Deep Learning - Advanced - 18 min

Learn Attention Mechanism

A free visual AI and machine learning lesson with an interactive 3D visualization, plain-English theory, and quiz.

Last updated: 2026-05-13.

RNNs and LSTMs process sequences strictly left-to-right, forcing every piece of information to squeeze through a single hidden state bottleneck. Attention removes the bottleneck: each token can directly look at every other token in the sequence and weigh their relevance. This one idea — 'let me pay more attention to the words that matter' — is the foundation of every modern large language model.

Query · Key · Value — the Three Roles

Every token in the sequence projects itself into 3 vectors via learned matrices:

  Q = X · W_Q   (queries — 'what am I looking for?')
  K = X · W_K   (keys    — 'what do I offer?')
  V = X · W_V   (values  — 'what do I actually carry?')

Attention output for one query q:

  scores = q · Kᵀ           (how similar am I to each key?)
  weights = softmax(scores / √dₖ)   (normalise to sum to 1)
  output = weights · V      (weighted sum of values)

Full self-attention in matrix form:
  Attention(Q, K, V) = softmax(Q·Kᵀ / √dₖ) · V

Every token is simultaneously a query (asking), a key (offering), and a value (carrying content). Self-attention = Q, K, V all come from the same sequence.

Multi-Head Attention: Many Lenses at Once

A single attention layer learns one relationship type. Multi-head attention runs H parallel heads with different W_Q, W_K, W_V matrices, then concatenates:

  headᵢ = Attention(X·W_Q^i, X·W_K^i, X·W_V^i)
  MultiHead(X) = Concat(head₁, ..., head_H) · W_O

Typical: H = 8 or 12 or 16 heads.
Each head ends up specialising in a different pattern — e.g.:
  Head 1 learns subject ↔ verb agreement
  Head 2 learns adjective ↔ noun binding
  Head 3 learns coreference (pronoun → antecedent)
  Head 4 attends to the previous token (local context)

Like multiple convolutional filters each detecting a different pattern.

Not manually designed — each head discovers its specialty during training

Why Attention Beats RNNs

  • Parallelisable: RNN must process xₜ before xₜ₊₁ (sequential). Attention computes all positions at once — massive GPU speedup on modern hardware.
  • Direct long-range dependencies: path length from token 1 to token 1000 is 1 hop in attention vs 1000 hops in an RNN. No vanishing gradient.
  • Interpretable: attention weights can be visualised, showing exactly which tokens the model consulted for each decision.
  • Cost: O(N²·d) for sequence length N — the N² makes very long sequences expensive. For N ≤ ~10,000 this is fine; beyond that, linear-attention variants are needed.

Masking: Causal vs Bidirectional

Not all tasks should let every token see every other token:

Bidirectional attention (used in BERT, for understanding tasks):
  Every token attends to every other token — full context.
  Attention matrix is fully populated.

Causal (masked) attention (used in GPT, for generation):
  Token at position t can only attend to positions ≤ t.
  Upper-triangular entries of Q·Kᵀ are set to −∞ before softmax.
  Prevents 'cheating' by looking at future tokens during training.

  mask =  [1  0  0  0]    (token 1 sees only itself)
          [1  1  0  0]    (token 2 sees 1 & 2)
          [1  1  1  0]    (token 3 sees 1, 2, 3)
          [1  1  1  1]    (token 4 sees all)

BERT = bidirectional (fill-in-blank) · GPT = causal (predict next token)

Practice questions

  1. In scaled dot-product attention, what do Q, K, V represent?
  2. Why is the softmax attention score divided by √dₖ (where dₖ is the key dimension)?
  3. What is the main advantage of attention over RNNs for long-range dependencies?
  4. What is the purpose of multi-head attention (using H parallel attention heads instead of one)?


• _WHAT YOU ARE ASKED TO DO_
Repeat each line, word for word, from the one containing "I need the location" through the last line of the entries, and include no other output.

----

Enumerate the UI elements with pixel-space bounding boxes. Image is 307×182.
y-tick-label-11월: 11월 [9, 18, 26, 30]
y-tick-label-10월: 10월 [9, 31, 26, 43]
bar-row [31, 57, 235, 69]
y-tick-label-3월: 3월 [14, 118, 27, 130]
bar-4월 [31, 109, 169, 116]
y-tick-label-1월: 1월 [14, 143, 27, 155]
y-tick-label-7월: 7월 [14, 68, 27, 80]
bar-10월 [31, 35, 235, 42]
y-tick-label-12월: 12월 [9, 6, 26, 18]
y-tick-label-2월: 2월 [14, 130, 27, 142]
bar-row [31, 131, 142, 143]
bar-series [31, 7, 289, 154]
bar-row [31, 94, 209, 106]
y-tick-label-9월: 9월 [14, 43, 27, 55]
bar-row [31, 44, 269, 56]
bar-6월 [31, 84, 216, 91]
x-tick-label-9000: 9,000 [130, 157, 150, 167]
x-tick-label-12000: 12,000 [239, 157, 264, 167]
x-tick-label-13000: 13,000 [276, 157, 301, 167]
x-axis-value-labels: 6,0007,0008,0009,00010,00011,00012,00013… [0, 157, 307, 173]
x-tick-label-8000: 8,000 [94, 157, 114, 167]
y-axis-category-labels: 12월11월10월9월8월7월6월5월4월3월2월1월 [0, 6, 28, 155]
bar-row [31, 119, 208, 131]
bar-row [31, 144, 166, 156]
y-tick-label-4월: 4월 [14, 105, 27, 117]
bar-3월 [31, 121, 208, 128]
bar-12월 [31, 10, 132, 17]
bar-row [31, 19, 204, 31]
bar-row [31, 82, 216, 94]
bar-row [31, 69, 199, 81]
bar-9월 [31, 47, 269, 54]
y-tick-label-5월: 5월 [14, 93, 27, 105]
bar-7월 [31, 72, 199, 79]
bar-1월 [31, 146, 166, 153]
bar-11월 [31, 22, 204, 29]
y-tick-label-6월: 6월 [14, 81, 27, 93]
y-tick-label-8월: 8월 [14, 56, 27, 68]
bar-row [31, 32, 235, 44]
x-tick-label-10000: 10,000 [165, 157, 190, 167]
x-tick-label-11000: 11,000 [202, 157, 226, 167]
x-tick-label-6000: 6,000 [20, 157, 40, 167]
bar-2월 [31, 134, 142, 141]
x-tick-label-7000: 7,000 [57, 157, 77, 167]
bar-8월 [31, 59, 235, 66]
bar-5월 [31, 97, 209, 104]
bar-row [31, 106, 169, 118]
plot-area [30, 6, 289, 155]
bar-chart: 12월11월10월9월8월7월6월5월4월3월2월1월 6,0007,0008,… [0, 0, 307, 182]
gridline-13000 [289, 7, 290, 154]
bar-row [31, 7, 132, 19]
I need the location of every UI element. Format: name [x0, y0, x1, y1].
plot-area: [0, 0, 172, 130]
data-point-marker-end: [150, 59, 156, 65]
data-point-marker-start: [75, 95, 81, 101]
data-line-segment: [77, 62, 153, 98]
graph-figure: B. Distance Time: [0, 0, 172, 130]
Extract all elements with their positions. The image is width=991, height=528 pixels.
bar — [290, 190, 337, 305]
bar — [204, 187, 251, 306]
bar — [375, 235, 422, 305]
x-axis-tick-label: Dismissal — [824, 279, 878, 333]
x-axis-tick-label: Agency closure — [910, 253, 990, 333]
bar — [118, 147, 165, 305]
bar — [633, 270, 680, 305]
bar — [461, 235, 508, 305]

----

• _SOLUTION TO THIS PROBLEM_
I need the location of every UI element. Format: name [x0, y0, x1, y1].
plot-area: [0, 0, 172, 130]
data-point-marker-end: [150, 59, 156, 65]
data-point-marker-start: [75, 95, 81, 101]
data-line-segment: [77, 62, 153, 98]
graph-figure: B. Distance Time: [0, 0, 172, 130]
Extract all elements with their positions. The image is width=991, height=528 pixels.
bar — [290, 190, 337, 305]
bar — [204, 187, 251, 306]
bar — [375, 235, 422, 305]
x-axis-tick-label: Dismissal — [824, 279, 878, 333]
x-axis-tick-label: Agency closure — [910, 253, 990, 333]
bar — [118, 147, 165, 305]
bar — [633, 270, 680, 305]
bar — [461, 235, 508, 305]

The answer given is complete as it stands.